There is a face with no lines, like the wrinkles on the visage of the city.
Somebody told me stillness is opposite to belonging and that to paint the Nile you have to see her lines.
[ – girl screaming on the Nile bridge
– wedding on an oscillating boat
sailed by a child
– five men sitting on a tire mountain
on a small pickup flying on the
highway
– former convict making palm-sized
wooden chairs in the market
– woman crying on the subway
– car accident ]
I get out of the car and look at the damage, so does the other driver. Nobody is angry, this is too common. We navigate a dance between cars, as if choosing a life of faith, just in case. A man hands me a rose I have to pay for and
“Amo, why do you think the ladybugs like it in here?
– They don’t want to get sucked into the wave of the wind, Amo.”
[ – the microbus is full of tired faces
– a motorcycle zooms by, carrying 2
medium-sized bodies and 3 small
ones
– I run into a familiar face, but we
scurry off in opposite directions of
the streaming car lights
– on the subway a newborn is
staring at me at midnight
– a woman buys a new hijab from
the boy who sold me chocolate
yesterday
– a young boy comes and sits next
to me and draws on my hand
– two young men fight on a highway
overpass
– a bright dress shop
– a brand-new espresso machine
operating in an old Volkswagen
beetle on the side of the road ]
“Mama, how does it feel?
– Damp, and a little too crowded, Mama.”
In both these cities there is exhaustion.
It’s the kind of exhaustion that comes with carrying a world you never asked to take care of.
The kind where your fruits are stolen, where your olives are burned, where your sky is polluted by fire and storm and where the drought is forced upon you. Where your culture is hijacked, where your movement is controlled, where your beliefs are demonized, where your life is taken from you like a feather.

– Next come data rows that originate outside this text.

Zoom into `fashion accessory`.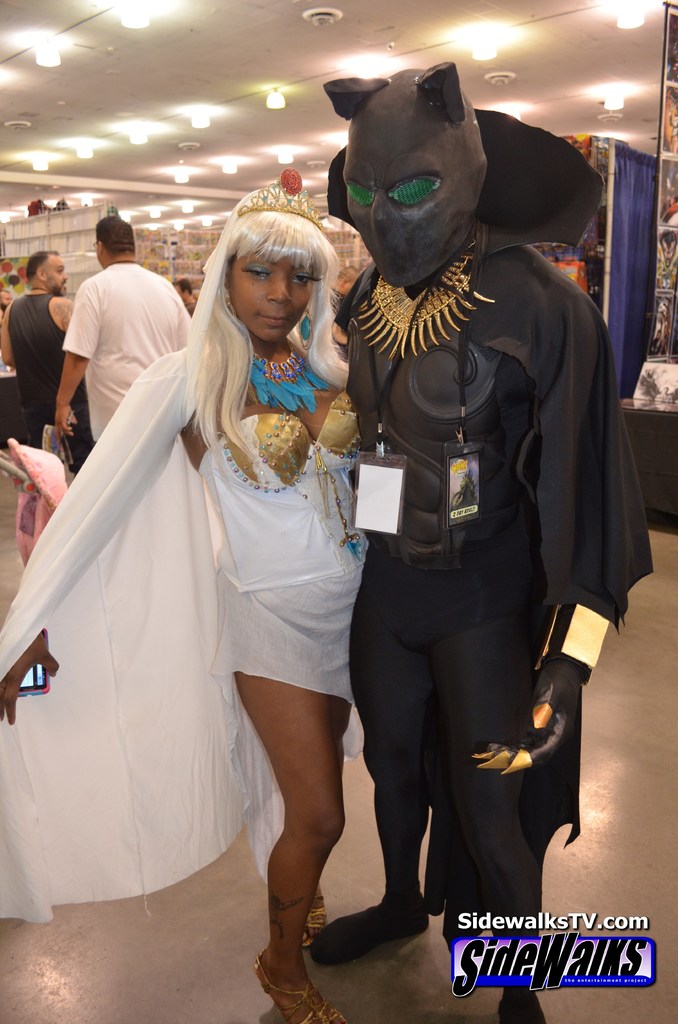
Zoom target: pyautogui.locateOnScreen(533, 597, 601, 692).
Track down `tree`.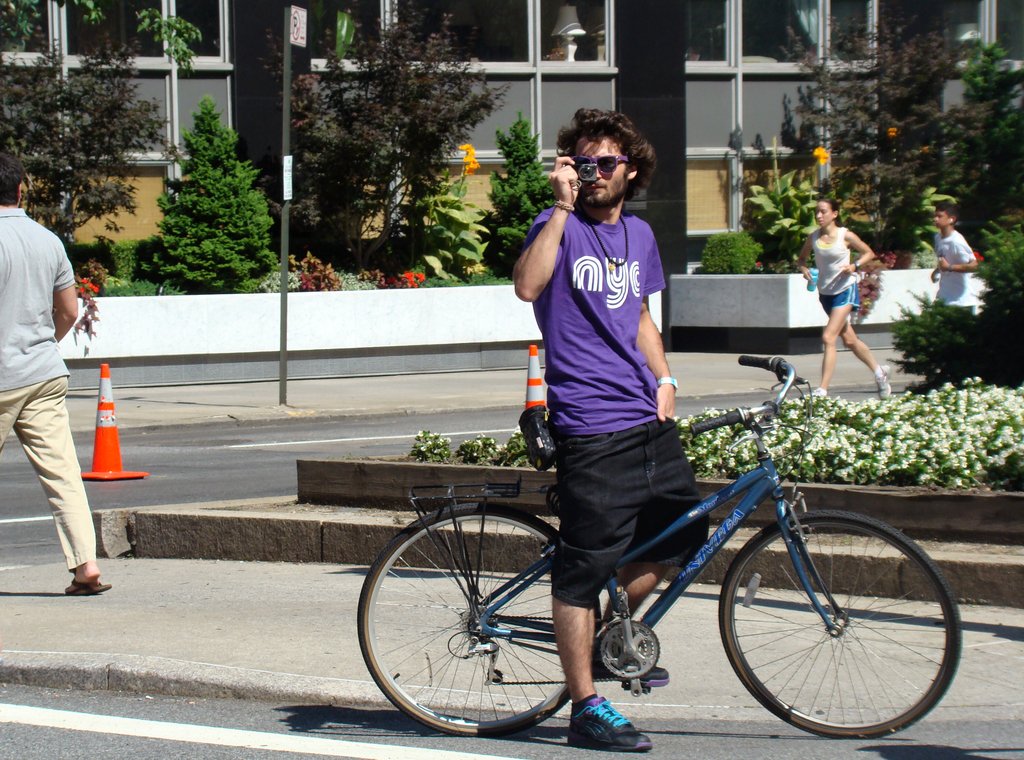
Tracked to <box>257,0,516,273</box>.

This land is as tough as it is soft. It has been forced to mutate into operation. You have forced us to mutate to the way the western world chooses to function so that we can survive you. We are constantly reactive, and no matter how chaotic, no matter how poorly you might view it, our mutations, our multitudes, our life will always find a way to be free and alive.
There are many things I don’t know, but I know I wouldn’t want to be anywhere but somewhere in Cairo and Bethlehem.